The winners of this weekend’s fortieth consecutive version of the Hungarian Grand Prix – within the seventy fifth season of Method 1 – will obtain their trophies from the 200-year-old Herend porcelain firm.
There’s loads of causes to have fun this vital milestone for the Hungaroring, not least of which is the redeveloped observe (works are estimated to have price nearly €200m) that may greet followers this weekend. Solely Autodromo Monza, residence of the Italian Grand Prix, can boast an extended steady presence on the Method 1 calendar than the Hungaroring.


In the present day, the distinctive trophies for this 12 months’s race had been offered to the media on the prime of the utterly rebuilt Hungaroring grandstand (beforehand often known as the Tremendous Gold grandstand) reverse the pits and beginning grid. As soon as once more, the trophies have been made by the world-famous Herend porcelain firm from Hungary, which celebrates it’s 2 hundredth anniversary this 12 months.
As Herend CEO, Attila Simon, stated, “we don’t know who will stand on the rostrum on Sunday, however one factor is for sure; the trophies shall be there, and hopefully the winners will convey them residence in a single piece!” Infamously, Lando Norris by chance broken Max Verstappen’s trophy in the course of the podium ceremony on the 2023 Hungarian Grand Prix, which offered Herendy with a useful advertising alternative.
The 2025 trophies construct on the porcelain producer’s 200 years of custom, that includes tulips, dianthus (carnation) and pomegranate motifs on the vases for the highest three finishers and plate for the profitable crew.

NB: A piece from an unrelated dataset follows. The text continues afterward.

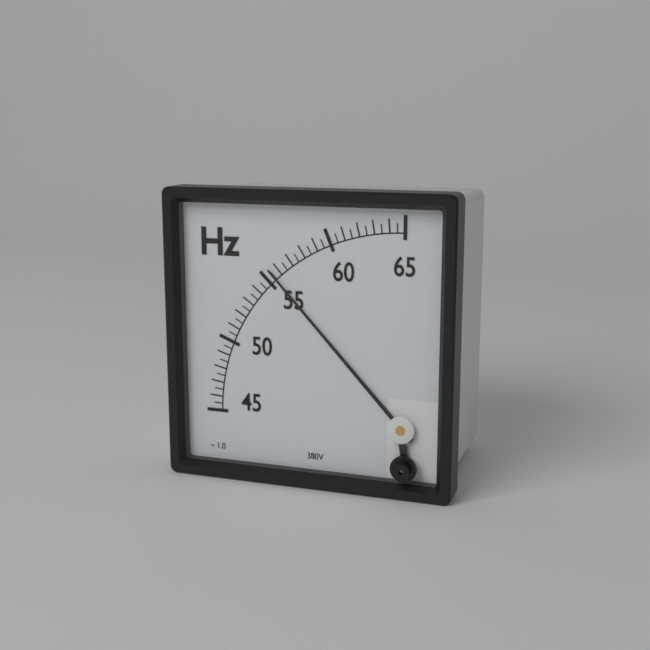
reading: 55.5 Hz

For the primary time this 12 months, a restricted collector’s version of 200 mini helmets shall be bought by the corporate that includes the identical sample from the rostrum trophies.

Zsolt Gyulay, CEO of the Hungarian GP, was additionally readily available for the presentation of the trophies and to announce a number of friends of honor for this 12 months’s race; ex-F1 boss Bernie Ecclestone, who was instrumental in bringing Method 1 behind the Iron Curtain for the primary time in 1986, and Thierry Boutsen, winner of the 1990 Hungarian Grand Prix.